Texas bounces back with win over West Virginia


AUSTIN — On Monday, not quite 48 hours removed from a demoralizing overtime loss in Lubbock, Texas coach Steve Sarkisian confessed to still harboring some anger. He wasn’t alone in that sense, either.

“Everybody’s still a little pissed off today, quite frankly,” Sarkisian said following that morning’s practice.

A solution for purging the pain was obvious, at least. Texas needed to take out its simmering frustration on West Virginia Saturday night at Royal-Memorial Stadium. That, or risk tail-spinning into another season of too much misery and too many losses.

The Longhorns decided to go with the first option, releasing their pent-up wrath against the visiting Mountaineers in a 38-20 win in front of 100,740 fans.

It was both the most imposing and impressive win of the season for Texas (3-2, 1-1 Big 12), a confidence-boosting outing ahead of next week’s game with a wounded and surprisingly vulnerable Oklahoma team that’s opened Big 12 play with two straight losses.

Not that Texas could afford to look ahead to its old nemesis with WVU (2-3, 0-2) in town this weekend. The Mountaineers have never been an easy out for the Longhorns, and they entered this particular game ranked among the nation’s top 25 in run defense, run offense, total defense and total offense.

And Texas was better in each of those categories Saturday night, along with all the others that tend to correlate with winning. The Longhorns finished with more total yards (447-314), rushing yards (111-61) and yards per play (7.6-4.0) to earn the win and avoid dropping their first two Big 12 games.

Texas redshirt sophomore quarterback Hudson Card enjoyed the best game of his career, directing five straight touchdown drives at one point while setting new career highs in completion percentage (77.8 percent, minimum 10 pass attempts), passing yards (303) and passing touchdowns (three).

Card opened the scoring with a 15-yard touchdown pass to wideout Xavier Worthy. He later put Texas up 28-0 in the second quarter with a 13-yard touchdown toss to tight end Ja’Tavion Sanders, who also scored on a 33-yard touchdown pass from Worthy on a nifty double-pass play Sarkisian cooked up during an explosive first half.

Texas’ defense looked more dynamic in this outing, too.

The defense that couldn’t get off the field a week ago against Texas Tech kept limiting first downs and forcing WVU’s punter out onto the field. The secondary that flatlined late against the Red Raiders had eyes and hands everywhere, breaking up seven of quarterback JT Daniels’ passes and coming oh-so-close to pulling down a few interceptions.

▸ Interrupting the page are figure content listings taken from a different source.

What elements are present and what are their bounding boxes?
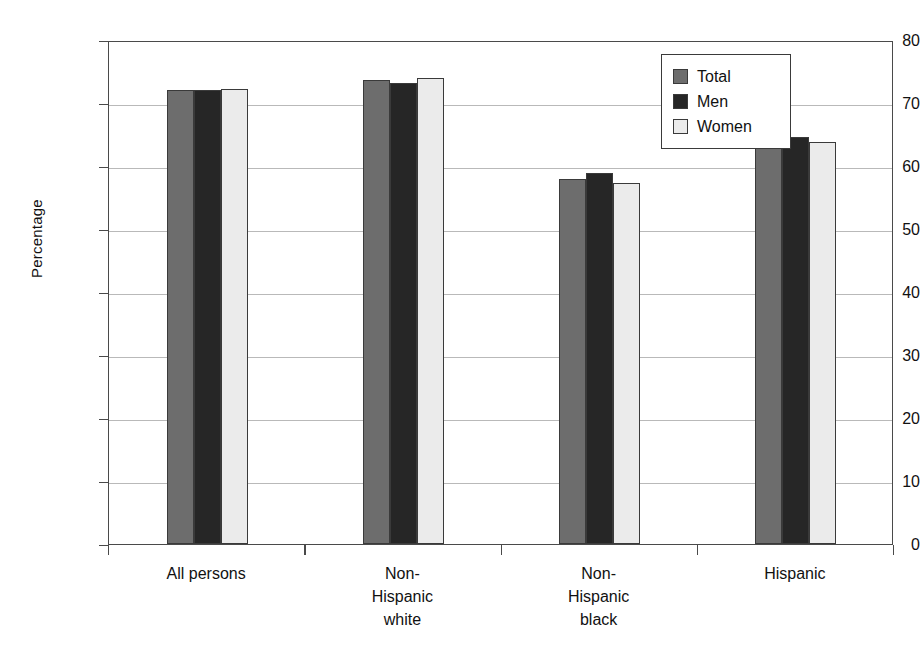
legend-items: TotalMenWomen <box>673 64 780 139</box>
y-axis-tick <box>99 356 108 357</box>
x-axis-tick <box>893 545 894 555</box>
legend-item: Men <box>673 89 780 114</box>
bar-chart: Percentage 01020304050607080 All persons… <box>0 0 920 646</box>
bar-group <box>363 42 444 544</box>
y-axis-tick <box>99 230 108 231</box>
bar-group <box>559 42 640 544</box>
bar-men <box>194 90 221 544</box>
y-axis-tick <box>99 545 108 546</box>
legend-swatch-icon <box>673 69 688 84</box>
bar-group <box>167 42 248 544</box>
y-axis-tick <box>99 293 108 294</box>
bar-men <box>782 137 809 544</box>
y-axis-tick <box>99 167 108 168</box>
y-axis-tick <box>99 41 108 42</box>
bar-women <box>613 183 640 544</box>
x-axis-tick <box>697 545 698 555</box>
x-axis-tick <box>304 545 305 555</box>
legend-item: Women <box>673 114 780 139</box>
bar-total <box>363 80 390 544</box>
bar-total <box>167 90 194 544</box>
x-axis-tick <box>108 545 109 555</box>
legend-swatch-icon <box>673 94 688 109</box>
bar-men <box>390 83 417 544</box>
y-axis-tick <box>99 419 108 420</box>
y-axis-tick <box>99 104 108 105</box>
x-axis-tick <box>501 545 502 555</box>
bar-total <box>755 140 782 544</box>
x-axis-category-label: All persons <box>108 562 304 585</box>
bar-total <box>559 179 586 544</box>
bar-women <box>417 78 444 544</box>
legend-label: Women <box>697 118 752 136</box>
y-axis-tick <box>99 482 108 483</box>
x-axis-category-label: Hispanic <box>697 562 893 585</box>
x-axis-category-label: Non-Hispanicblack <box>501 562 697 631</box>
bar-women <box>221 89 248 544</box>
y-axis-title: Percentage <box>28 159 45 319</box>
legend-swatch-icon <box>673 119 688 134</box>
legend: TotalMenWomen <box>661 54 791 149</box>
legend-label: Men <box>697 93 728 111</box>
legend-item: Total <box>673 64 780 89</box>
legend-label: Total <box>697 68 731 86</box>
x-axis-category-label: Non-Hispanicwhite <box>304 562 500 631</box>
bar-men <box>586 173 613 544</box>
bar-women <box>809 142 836 544</box>
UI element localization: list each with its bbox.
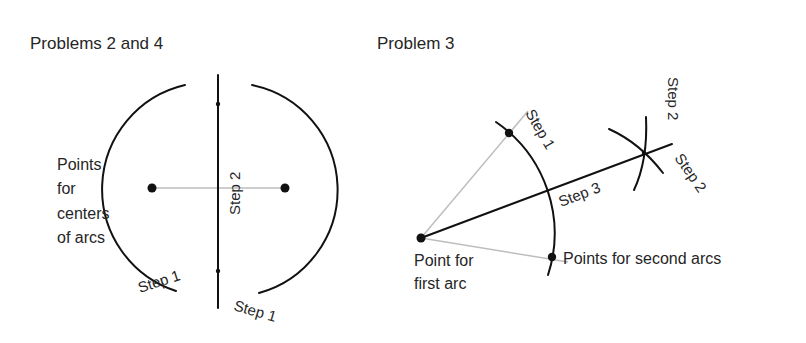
points-for-second-arcs-label: Points for second arcs [563, 250, 721, 267]
panel-problem-3: Problem 3 Step 1 Step 3 Step 2 Step 2 Po… [377, 34, 721, 292]
panel-problems-2-4: Problems 2 and 4 Points for centers of a… [30, 34, 338, 325]
vertex-point [417, 234, 426, 243]
arc-cross-point [642, 151, 646, 155]
svg-text:first arc: first arc [414, 275, 466, 292]
construction-diagram: Problems 2 and 4 Points for centers of a… [0, 0, 806, 343]
intersection-top [216, 102, 220, 106]
step3-label: Step 3 [556, 178, 603, 209]
center-point-left [148, 184, 157, 193]
svg-text:for: for [57, 180, 76, 197]
svg-text:Point for: Point for [414, 252, 474, 269]
panel-title: Problems 2 and 4 [30, 34, 163, 53]
second-arc-point-upper [505, 129, 513, 137]
svg-text:Points: Points [57, 156, 101, 173]
second-arc-point-lower [548, 253, 556, 261]
intersection-bottom [216, 269, 220, 273]
step1-right-label: Step 1 [232, 297, 278, 325]
arc-from-left-center [252, 85, 338, 293]
points-for-centers-label: Points for centers of arcs [57, 156, 109, 246]
panel-title: Problem 3 [377, 34, 454, 53]
step1-label: Step 1 [522, 106, 558, 152]
svg-text:centers: centers [57, 205, 109, 222]
step2-right-label: Step 2 [672, 150, 711, 195]
center-point-right [281, 184, 290, 193]
step2-label: Step 2 [226, 172, 243, 215]
point-for-first-arc-label: Point for first arc [414, 252, 474, 292]
angle-bisector-line [421, 144, 672, 238]
svg-text:of arcs: of arcs [57, 229, 105, 246]
step2-top-label: Step 2 [665, 77, 682, 120]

Speaking of Daniels, he spent much of the night facemask-to-facemask with Texas’ defensive linemen and edge rushers. Whether it was tackle Moro Ojomo lunging over a toppled lineman to sack Daniels on third down or edge Barryn Sorrell bull-rushing into the backfield, Daniels was often in close quarters with a reinvigorated Texas front.

Luck even seemed to be on Texas’ side this week.

On the Longhorns’ opening drive of the second half, Card scampered out of the pocket and chucked a jump ball into the end zone for Worthy with two defenders in the area. The pass caromed off safety Aubrey Burks’ hands and Worthy, while falling, grabbed the ball before it struck the turf for an improbable 44-yard touchdown catch.

How Texas built that 35-7 lead was heartening. But the manner in which it held the lead in the second half was even more encouraging after a season and change of second-half collapses under Sarkisian.

The offense slowed some, but Card didn’t make any costly errors. No one fumbled. No one committed drive-killing penalties or drops.

And while Texas did surrender a pair of fourth-quarter touchdowns, it forced WVU to chew up a lot of clock. By the time running back Justin Johnson scored from 4 yards out for the Mountaineers’ second touchdown of the night, only 4:31 remained in the game.

From that point, Card just had to turn around and hand the ball to halfback Bijan Robinson (101 yards, one touchdown). Robinson iced the win with a rugged 16-yard run, which also pushed him past 100 rushing yards for the third straight week.